1.00 pm - By KATHY MARKS
SYDNEY - A document given by the British Ministry of Defence to a Royal Commission into Britain's atomic tests in Australia in the 1950s was doctored to remove details of Australian servicemen who were exposed to high levels of radiation, The Independent has reported today.
The Royal Commission - which reported in 1985 - was set up by the Australian government following pressure from test veterans, who claim that they suffer from accelerated rates of cancer and other radiation-induced illnesses.
British scientists monitored the exposure of some servicemen to radioactive fall-out after they witnessed nuclear blasts at two sites - Maralinga, in the South Australian desert, and Monte Bello, off the coast of Western Australia - and carried out work in contaminated areas.
The Ministry of Defence submitted a 41-page document to the Royal Commission that was supposed to be a complete list of Australian personnel, with daily radiation dosages recorded against their names.
However, the original classified document, which is held by the Atomic Weapons Research Establishment at Aldermaston, England contains a list that runs to at least 75 pages.
The Independent has seen a portion of the original document, and a comparison with the Royal Commission version shows that numerous names have been deleted, including those of men who recorded high radiation dosages.
The maximum permissible dosage was 0.5 millirems of radiation a year; some of the servicemen removed from the list received as much as 5.2 millirems in one "hit".
Those struck out include members of the Indoctrination Force, a group of officers who watched detonations at Maralinga from close quarters, and personnel who were at Monte Bello for the first test, Operation Hurricane, and who are known to have been exposed to high levels of radiation.
Britain exploded 12 atomic bombs on Australian territory between 1952 and 1958, and tests were also carried out on Christmas (now Kiritimati) and Malden Islands, in the South Pacific. Some 22,000 British and 16,000 Australian servicemen took part in the trials.
At least six New Zealanders were also exposed to radiation at the test sites in Australia and hundreds more New Zealand Navy officers and crew sailed into nuclear test zones around Christmas and Malden Islands.
The reported dosages were based mainly on data from radiation detection badges, which were worn by the men and contained a small piece of negative film. Some people were also swept with Geiger counters after they returned from contaminated areas.
Many of the men were informed, misleadingly, that their badges would change colour if they were exposed to a dangerous level of radiation.
The Royal Commission found that only 40 per cent of badges functioned properly.
Sheila Gray, secretary of the British Nuclear Tests Veterans Association, whose late husband Frank suffered multiple health problems after being sent to Monte Bello in 1952, said that the badges were not taken seriously.
Mr Gray told her that after he watched one detonation from a ship, the Narvik, "they threw the badges into a bucket, and when the bucket was full, they tipped it into the sea".
In Canberra, meanwhile, there were calls in the Federal Parliament yesterday for an investigation into allegations reported this week that disabled people were flown out from Britain to Maralinga and used in experiments on the effects of radiation.
Lyn Allison, a member of the Opposition Democrats in the Senate, said: "If it is true that people with disabilities were brought to Australia ... then there are some very serious questions about how they came to be here, whether they did it willingly and what exactly they were subjected to."
A Royal Air Force pilot who claims to have flown disabled people to Australia has been identified as Allen Robinson, who went on to work in disability services in Perth.
NZ veterans are awaiting legal advice on which to base a lawsuit challenging Britain's denial that the testing programme caused health problems in Commonwealth forces.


ACTIVITY: Please output the entries below exactly as they are.
*** Opening RECORDS FOR THE EXERCISE ***
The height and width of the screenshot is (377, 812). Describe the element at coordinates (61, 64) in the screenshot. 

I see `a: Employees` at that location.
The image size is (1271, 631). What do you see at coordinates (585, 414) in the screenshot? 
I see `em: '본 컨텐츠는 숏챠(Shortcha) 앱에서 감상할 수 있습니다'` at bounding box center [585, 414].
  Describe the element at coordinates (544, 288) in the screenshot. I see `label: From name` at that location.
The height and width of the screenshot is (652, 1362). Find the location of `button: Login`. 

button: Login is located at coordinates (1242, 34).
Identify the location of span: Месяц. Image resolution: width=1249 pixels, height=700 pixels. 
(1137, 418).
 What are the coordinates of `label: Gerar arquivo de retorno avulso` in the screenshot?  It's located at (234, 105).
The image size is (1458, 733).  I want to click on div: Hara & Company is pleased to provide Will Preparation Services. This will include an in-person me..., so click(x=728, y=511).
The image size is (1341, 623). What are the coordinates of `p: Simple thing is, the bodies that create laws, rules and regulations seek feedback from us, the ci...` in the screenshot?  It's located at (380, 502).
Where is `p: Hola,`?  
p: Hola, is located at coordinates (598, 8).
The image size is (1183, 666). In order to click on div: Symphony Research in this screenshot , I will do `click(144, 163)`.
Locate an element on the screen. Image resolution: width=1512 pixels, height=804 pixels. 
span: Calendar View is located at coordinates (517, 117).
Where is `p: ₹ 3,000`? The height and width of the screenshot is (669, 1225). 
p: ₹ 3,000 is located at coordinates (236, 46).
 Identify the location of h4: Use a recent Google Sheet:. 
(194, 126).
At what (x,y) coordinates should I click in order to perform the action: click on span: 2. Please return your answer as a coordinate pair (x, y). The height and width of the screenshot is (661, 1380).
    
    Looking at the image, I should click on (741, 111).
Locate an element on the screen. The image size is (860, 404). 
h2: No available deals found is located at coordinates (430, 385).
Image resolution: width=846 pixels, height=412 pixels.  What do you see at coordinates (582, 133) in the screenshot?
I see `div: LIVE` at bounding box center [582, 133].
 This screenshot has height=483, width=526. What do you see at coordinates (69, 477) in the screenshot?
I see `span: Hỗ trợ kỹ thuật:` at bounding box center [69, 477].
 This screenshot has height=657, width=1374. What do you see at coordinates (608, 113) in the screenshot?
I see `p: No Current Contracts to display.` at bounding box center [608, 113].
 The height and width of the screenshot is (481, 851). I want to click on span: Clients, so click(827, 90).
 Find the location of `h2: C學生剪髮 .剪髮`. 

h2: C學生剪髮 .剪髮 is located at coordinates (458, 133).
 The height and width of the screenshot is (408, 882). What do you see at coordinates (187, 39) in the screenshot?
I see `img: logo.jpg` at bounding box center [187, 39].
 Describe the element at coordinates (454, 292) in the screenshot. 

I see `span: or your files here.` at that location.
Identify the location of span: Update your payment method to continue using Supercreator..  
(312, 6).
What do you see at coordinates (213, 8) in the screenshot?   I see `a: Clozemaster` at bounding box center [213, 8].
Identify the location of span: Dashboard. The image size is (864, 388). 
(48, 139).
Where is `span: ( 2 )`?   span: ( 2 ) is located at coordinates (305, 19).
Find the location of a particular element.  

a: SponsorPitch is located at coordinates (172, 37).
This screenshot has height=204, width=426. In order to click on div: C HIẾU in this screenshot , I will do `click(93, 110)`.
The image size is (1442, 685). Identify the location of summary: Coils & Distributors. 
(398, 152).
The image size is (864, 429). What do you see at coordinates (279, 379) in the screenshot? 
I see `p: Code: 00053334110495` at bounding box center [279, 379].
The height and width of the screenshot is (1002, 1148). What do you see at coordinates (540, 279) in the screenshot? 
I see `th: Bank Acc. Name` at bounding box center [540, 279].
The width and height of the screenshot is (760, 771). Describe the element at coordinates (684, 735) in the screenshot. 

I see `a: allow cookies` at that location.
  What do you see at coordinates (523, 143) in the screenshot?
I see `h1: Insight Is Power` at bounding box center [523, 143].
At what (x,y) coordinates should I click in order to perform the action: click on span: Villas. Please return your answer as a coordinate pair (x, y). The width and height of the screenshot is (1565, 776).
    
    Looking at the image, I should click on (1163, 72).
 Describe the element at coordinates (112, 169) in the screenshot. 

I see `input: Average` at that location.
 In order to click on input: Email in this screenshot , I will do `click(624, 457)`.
*** Closing RECORDS FOR THE EXERCISE ***
WRITTEN REPLY:
The height and width of the screenshot is (377, 812). Describe the element at coordinates (61, 64) in the screenshot. 

I see `a: Employees` at that location.
The image size is (1271, 631). What do you see at coordinates (585, 414) in the screenshot? 
I see `em: '본 컨텐츠는 숏챠(Shortcha) 앱에서 감상할 수 있습니다'` at bounding box center [585, 414].
  Describe the element at coordinates (544, 288) in the screenshot. I see `label: From name` at that location.
The height and width of the screenshot is (652, 1362). Find the location of `button: Login`. 

button: Login is located at coordinates (1242, 34).
Identify the location of span: Месяц. Image resolution: width=1249 pixels, height=700 pixels. 
(1137, 418).
 What are the coordinates of `label: Gerar arquivo de retorno avulso` in the screenshot?  It's located at (234, 105).
The image size is (1458, 733).  I want to click on div: Hara & Company is pleased to provide Will Preparation Services. This will include an in-person me..., so click(x=728, y=511).
The image size is (1341, 623). What are the coordinates of `p: Simple thing is, the bodies that create laws, rules and regulations seek feedback from us, the ci...` in the screenshot?  It's located at (380, 502).
Where is `p: Hola,`?  
p: Hola, is located at coordinates (598, 8).
The image size is (1183, 666). In order to click on div: Symphony Research in this screenshot , I will do `click(144, 163)`.
Locate an element on the screen. Image resolution: width=1512 pixels, height=804 pixels. 
span: Calendar View is located at coordinates (517, 117).
Where is `p: ₹ 3,000`? The height and width of the screenshot is (669, 1225). 
p: ₹ 3,000 is located at coordinates (236, 46).
 Identify the location of h4: Use a recent Google Sheet:. 
(194, 126).
At what (x,y) coordinates should I click in order to perform the action: click on span: 2. Please return your answer as a coordinate pair (x, y). The height and width of the screenshot is (661, 1380).
    
    Looking at the image, I should click on (741, 111).
Locate an element on the screen. The image size is (860, 404). 
h2: No available deals found is located at coordinates (430, 385).
Image resolution: width=846 pixels, height=412 pixels.  What do you see at coordinates (582, 133) in the screenshot?
I see `div: LIVE` at bounding box center [582, 133].
 This screenshot has height=483, width=526. What do you see at coordinates (69, 477) in the screenshot?
I see `span: Hỗ trợ kỹ thuật:` at bounding box center [69, 477].
 This screenshot has height=657, width=1374. What do you see at coordinates (608, 113) in the screenshot?
I see `p: No Current Contracts to display.` at bounding box center [608, 113].
 The height and width of the screenshot is (481, 851). I want to click on span: Clients, so click(827, 90).
 Find the location of `h2: C學生剪髮 .剪髮`. 

h2: C學生剪髮 .剪髮 is located at coordinates (458, 133).
 The height and width of the screenshot is (408, 882). What do you see at coordinates (187, 39) in the screenshot?
I see `img: logo.jpg` at bounding box center [187, 39].
 Describe the element at coordinates (454, 292) in the screenshot. 

I see `span: or your files here.` at that location.
Identify the location of span: Update your payment method to continue using Supercreator..  
(312, 6).
What do you see at coordinates (213, 8) in the screenshot?   I see `a: Clozemaster` at bounding box center [213, 8].
Identify the location of span: Dashboard. The image size is (864, 388). 
(48, 139).
Where is `span: ( 2 )`?   span: ( 2 ) is located at coordinates (305, 19).
Find the location of a particular element.  

a: SponsorPitch is located at coordinates (172, 37).
This screenshot has height=204, width=426. In order to click on div: C HIẾU in this screenshot , I will do `click(93, 110)`.
The image size is (1442, 685). Identify the location of summary: Coils & Distributors. 
(398, 152).
The image size is (864, 429). What do you see at coordinates (279, 379) in the screenshot? 
I see `p: Code: 00053334110495` at bounding box center [279, 379].
The height and width of the screenshot is (1002, 1148). What do you see at coordinates (540, 279) in the screenshot? 
I see `th: Bank Acc. Name` at bounding box center [540, 279].
The width and height of the screenshot is (760, 771). Describe the element at coordinates (684, 735) in the screenshot. 

I see `a: allow cookies` at that location.
  What do you see at coordinates (523, 143) in the screenshot?
I see `h1: Insight Is Power` at bounding box center [523, 143].
At what (x,y) coordinates should I click in order to perform the action: click on span: Villas. Please return your answer as a coordinate pair (x, y). The width and height of the screenshot is (1565, 776).
    
    Looking at the image, I should click on (1163, 72).
 Describe the element at coordinates (112, 169) in the screenshot. 

I see `input: Average` at that location.
 In order to click on input: Email in this screenshot , I will do `click(624, 457)`.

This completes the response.